Mookie Betts' first half setting the table for unique career year with Dodgers
If you've been watching the Dodgers recently, you know that they've been trying to catch the Diamondbacks for first place in the NL West. With inconsistencies and injuries plaguing the pitching staff, the Dodgers needed extra help from a lineup that had been producing runs at a high level all year long, but needed to hit another gear. That's when Mookie Betts stepped up in a major way.
Heading into a weekend series with the Astros on June 23, the Dodgers found themselves in third place in the NL West, four games behind the Diamondbacks for first, and a half-game behind the Giants for second.
Betts started off the first game of that series with a bang, launching a leadoff 420-foot home run to put the Dodgers on top 1-0. He ended the night 1-for-3 with that solo homer and a sacrifice fly, giving him two RBI out of the Dodgers' three runs in that game. The home run was a sign of things to come, as Betts would get within mere inches of back-to-back nights with leadoff blasts, only to be robbed by Houston's Corey Julks. Betts would go on to lead off the Sunday showdown with the Astros with yet another home run.
Betts went 0-for-5 in the first game of the Dodgers' road trip, and his OPS on the season dropped to .852, but the seeds he planted in the Houston series would soon come to fruition. In the next four games, Betts proceeded to make just two outs in 17 plate appearances. He went 15 straight plate appearances without making an out during those four games as well. In those 15 plate appearances, he tallied three home runs, four doubles, seven walks and a single, with nine RBI. Despite all of that production from the leadoff spot, the Dodgers went 2-2 in that span against the bottom-feeding Rockies and Royals.
Betts continued his individual production into July, posting a 1.391 OPS in the eight games leading into the All-Star break with four home runs, five doubles and six walks with six RBI against the Royals, Pirates and Angels. But just how unprecedented was that stretch? His OPS in the last 14 games (before Saturday's first-half finale when Betts led off the game with a homer) is the second-highest OPS in any 14-game span of his entire career. Yes, the 2018 AL MVP and six-time All-Star has only had one better stretch of 14 games. That one spanned from mid-April to early May 2018, during which he posted a 1.528 OPS in those 20 hits (four singles, five doubles and a whopping 11 home runs), five walks, one sacrifice fly and 16 RBI. This season, his hot streak (from June 23 until July 7) included a 1.519 OPS with 18 hits (two singles, eight doubles and eight home runs), 12 walks, four sacrifice flies and 18 RBI.
To try and quantify this on a non-Mookie Betts scale, it should be noted that he's one of only four players who have a 14-game stretch with a 1.500 OPS or better this season. The other stretches satisfying that criteria were done by Shohei Ohtani in June (a month Ohtani dominated as a whole with a .394 AVG, 1.444 OPS, 15 HR, 29 RBI and 25 XBH), Aaron Judge (who went 20/50 with 10 HR and 15 walks at the end of May) and, believe it or not, Max Muncy (who went 15/40 with 10 HR and 13 walks toward the end of April). League-wide, Mookie's success is well-documented, but this recent stretch has also helped the Dodgers close the gap in the divisional race at an important part of the season.
With his individual success, and Freddie Freeman returning to his norms after a few weeks that were subpar by his standards, the Dodgers have been getting more consistent run production, and it has led to more wins. The Dodgers went 10-5 heading into the break, winning their last four in a row, and have tied the Diamondbacks for first in the division while remaining 2 1/2 games ahead of San Francisco in third.
If Betts can continue this production at the top of the order, not only will the Dodgers continue to surge offensively, but he will insert himself into the upper echelon of the NL MVP conversation as well, if he hasn't already done so.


Using the word "Sample" as the filter, copy each matching line from the records.

--- START ---

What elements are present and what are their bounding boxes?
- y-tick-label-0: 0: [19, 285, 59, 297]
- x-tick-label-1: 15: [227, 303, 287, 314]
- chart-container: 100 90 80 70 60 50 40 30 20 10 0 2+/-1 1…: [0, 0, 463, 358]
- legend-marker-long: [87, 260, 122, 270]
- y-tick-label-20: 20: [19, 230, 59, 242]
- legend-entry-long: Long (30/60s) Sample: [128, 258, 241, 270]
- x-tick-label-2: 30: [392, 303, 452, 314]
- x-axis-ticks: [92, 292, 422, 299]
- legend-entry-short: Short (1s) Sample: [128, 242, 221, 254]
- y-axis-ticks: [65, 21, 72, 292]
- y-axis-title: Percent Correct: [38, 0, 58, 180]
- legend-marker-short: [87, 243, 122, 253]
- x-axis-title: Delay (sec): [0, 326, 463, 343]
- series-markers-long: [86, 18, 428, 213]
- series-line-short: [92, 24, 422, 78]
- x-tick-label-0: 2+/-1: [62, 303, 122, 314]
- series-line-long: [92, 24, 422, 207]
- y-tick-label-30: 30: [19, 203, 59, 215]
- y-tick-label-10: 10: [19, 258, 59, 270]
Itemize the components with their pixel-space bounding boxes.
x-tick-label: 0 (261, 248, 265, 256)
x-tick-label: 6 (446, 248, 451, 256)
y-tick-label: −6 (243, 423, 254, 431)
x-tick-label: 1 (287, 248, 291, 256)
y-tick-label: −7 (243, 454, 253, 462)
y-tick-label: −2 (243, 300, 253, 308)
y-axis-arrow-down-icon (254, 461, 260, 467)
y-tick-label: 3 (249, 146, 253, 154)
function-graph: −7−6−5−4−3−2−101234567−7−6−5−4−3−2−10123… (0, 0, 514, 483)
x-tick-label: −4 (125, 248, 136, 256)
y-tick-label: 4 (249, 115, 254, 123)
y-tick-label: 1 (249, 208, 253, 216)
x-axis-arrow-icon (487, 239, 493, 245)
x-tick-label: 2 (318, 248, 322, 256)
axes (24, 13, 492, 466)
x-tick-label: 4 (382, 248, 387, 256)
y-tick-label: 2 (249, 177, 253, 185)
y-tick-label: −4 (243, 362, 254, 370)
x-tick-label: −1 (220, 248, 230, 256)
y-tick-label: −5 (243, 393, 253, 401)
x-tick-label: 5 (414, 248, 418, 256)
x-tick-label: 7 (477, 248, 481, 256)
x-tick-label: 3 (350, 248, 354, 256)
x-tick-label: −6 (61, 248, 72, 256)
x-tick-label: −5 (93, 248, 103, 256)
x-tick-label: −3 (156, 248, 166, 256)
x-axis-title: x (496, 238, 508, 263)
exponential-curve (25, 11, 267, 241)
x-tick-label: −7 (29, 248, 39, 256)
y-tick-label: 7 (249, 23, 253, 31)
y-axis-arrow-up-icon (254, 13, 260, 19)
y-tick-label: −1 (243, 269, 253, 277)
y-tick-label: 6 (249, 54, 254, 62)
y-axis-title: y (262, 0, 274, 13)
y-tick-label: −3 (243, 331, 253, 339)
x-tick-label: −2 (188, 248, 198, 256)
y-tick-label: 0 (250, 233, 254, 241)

--- END ---

* _TASK SOLUTION_
- legend-entry-long: Long (30/60s) Sample: [128, 258, 241, 270]
- legend-entry-short: Short (1s) Sample: [128, 242, 221, 254]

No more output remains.